_YOUR OBJECTIVE_: Your copy begins at the line with "What do you see at coordinates (111, 20)" and runs through the end of the data below. Set down only those lines exactly, without pictures.

_Stored data entries_:
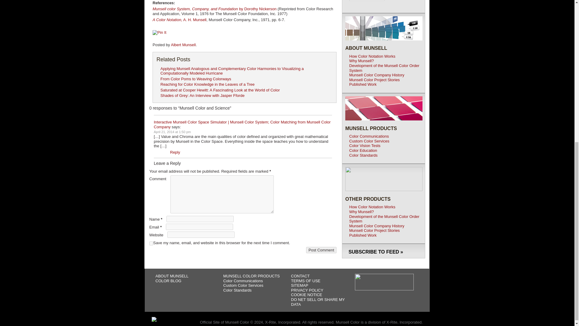 The image size is (579, 326). What do you see at coordinates (175, 152) in the screenshot?
I see `Reply` at bounding box center [175, 152].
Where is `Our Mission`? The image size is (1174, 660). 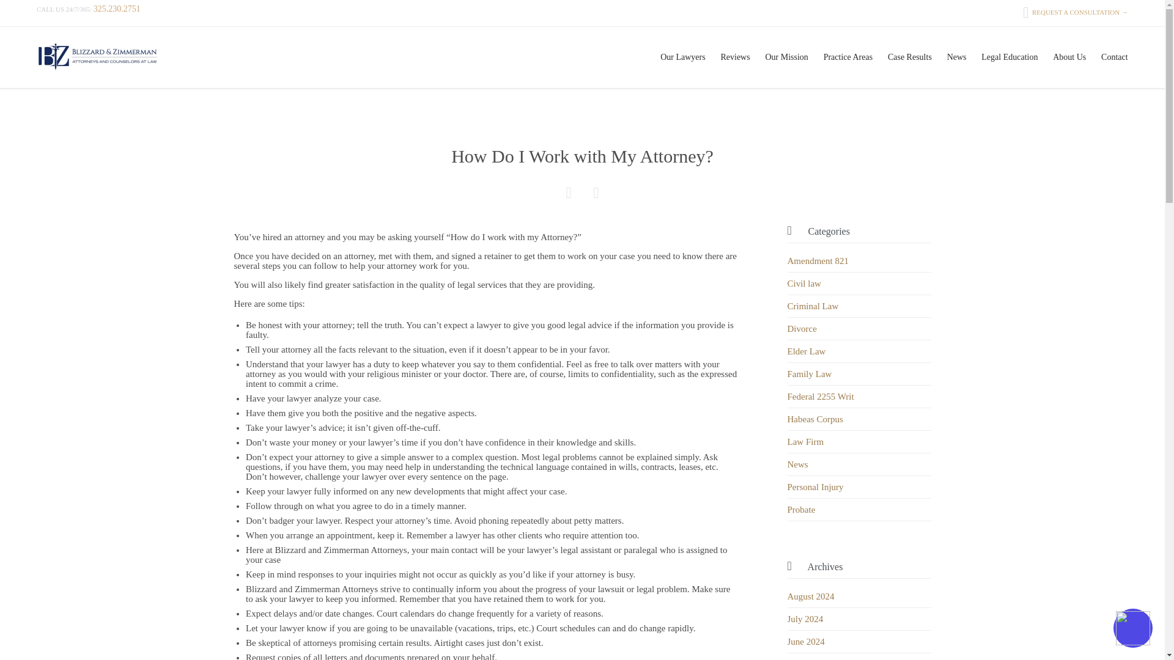 Our Mission is located at coordinates (786, 57).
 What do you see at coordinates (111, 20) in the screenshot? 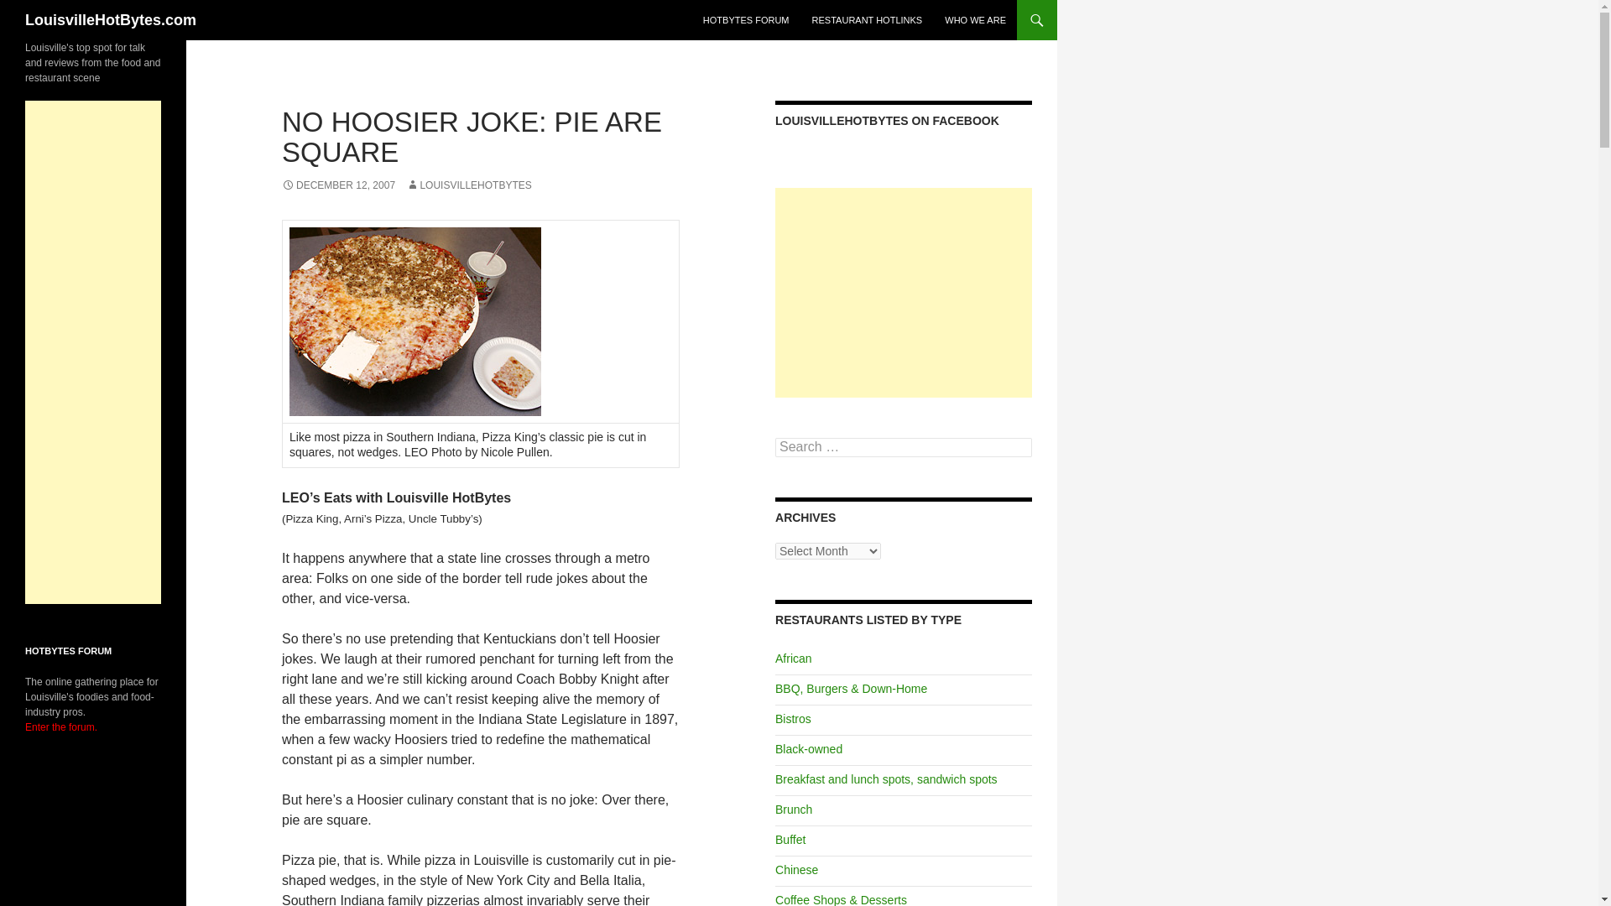
I see `LouisvilleHotBytes.com` at bounding box center [111, 20].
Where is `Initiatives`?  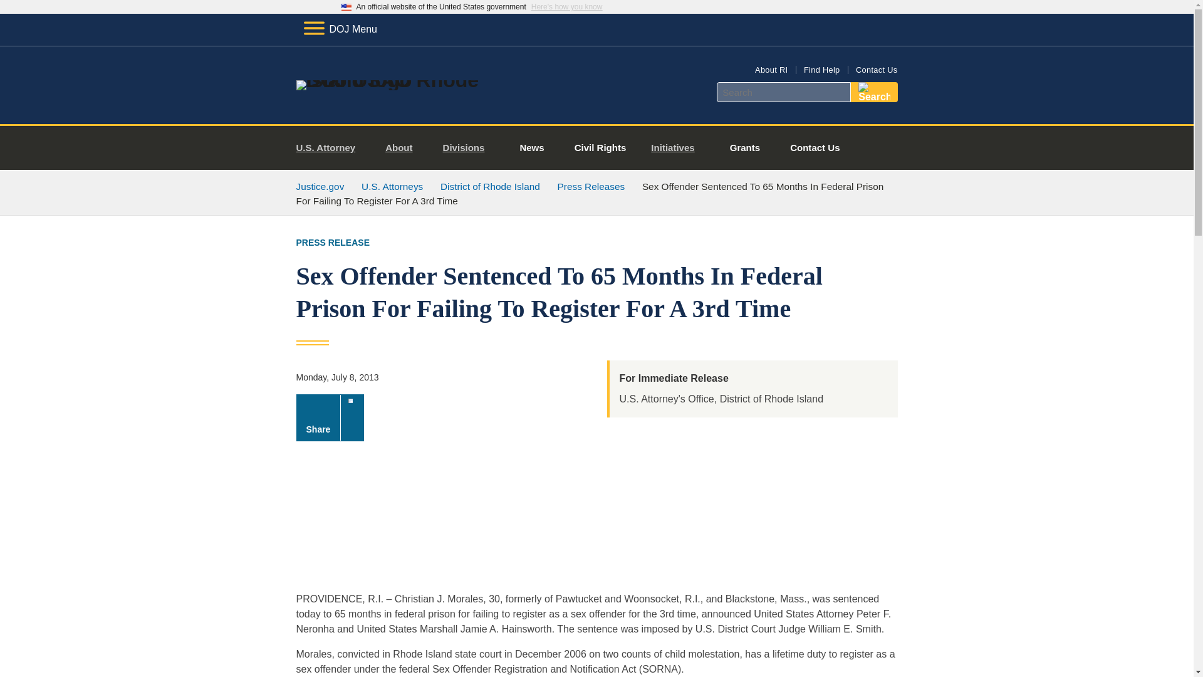
Initiatives is located at coordinates (678, 148).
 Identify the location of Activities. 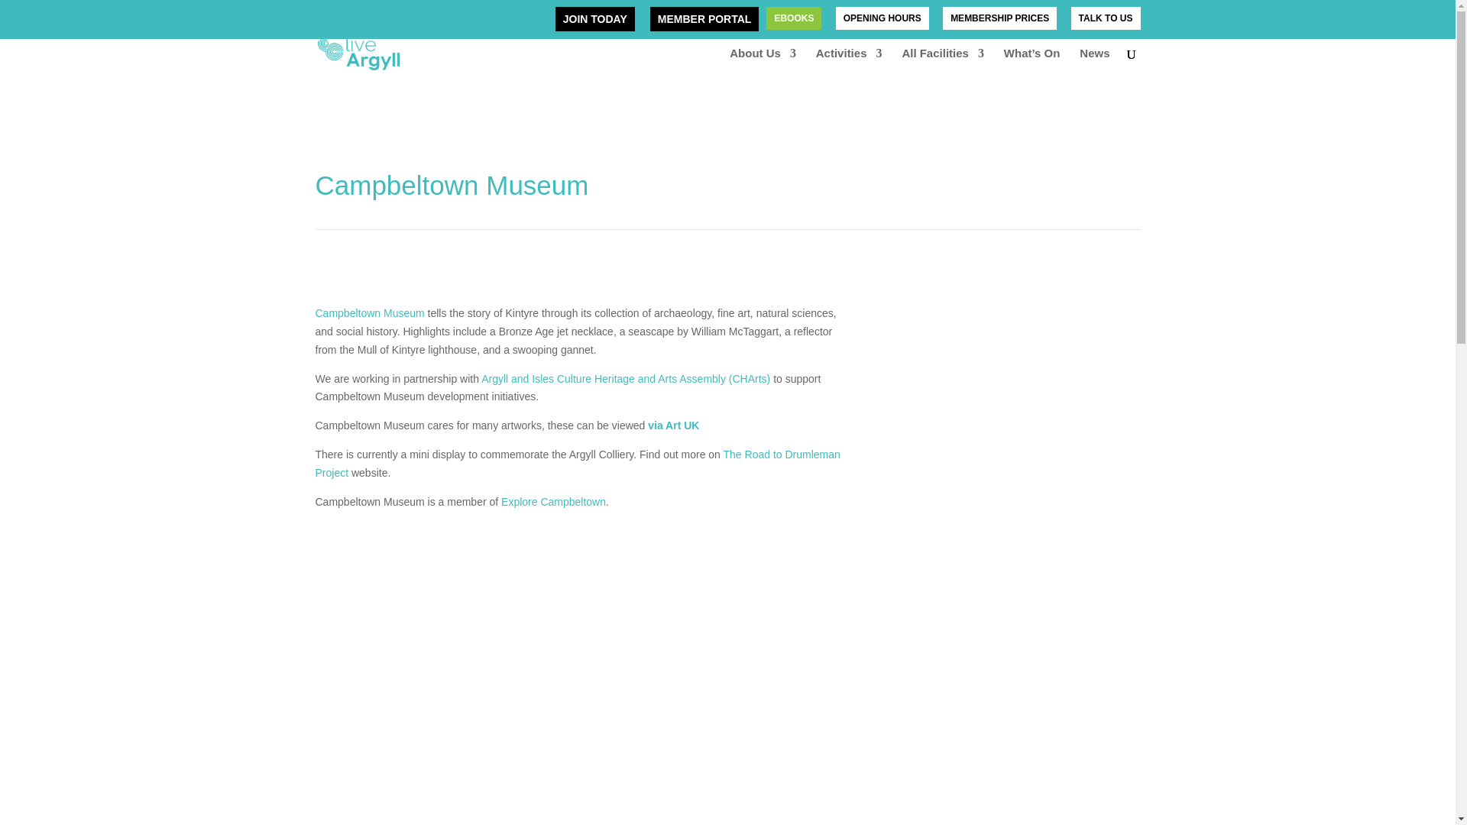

_RESPONSE TO THE EXERCISE_:
 What do you see at coordinates (111, 20) in the screenshot? 
I see `LouisvilleHotBytes.com` at bounding box center [111, 20].
Where is `Initiatives`?  
Initiatives is located at coordinates (678, 148).
 Identify the location of Activities. 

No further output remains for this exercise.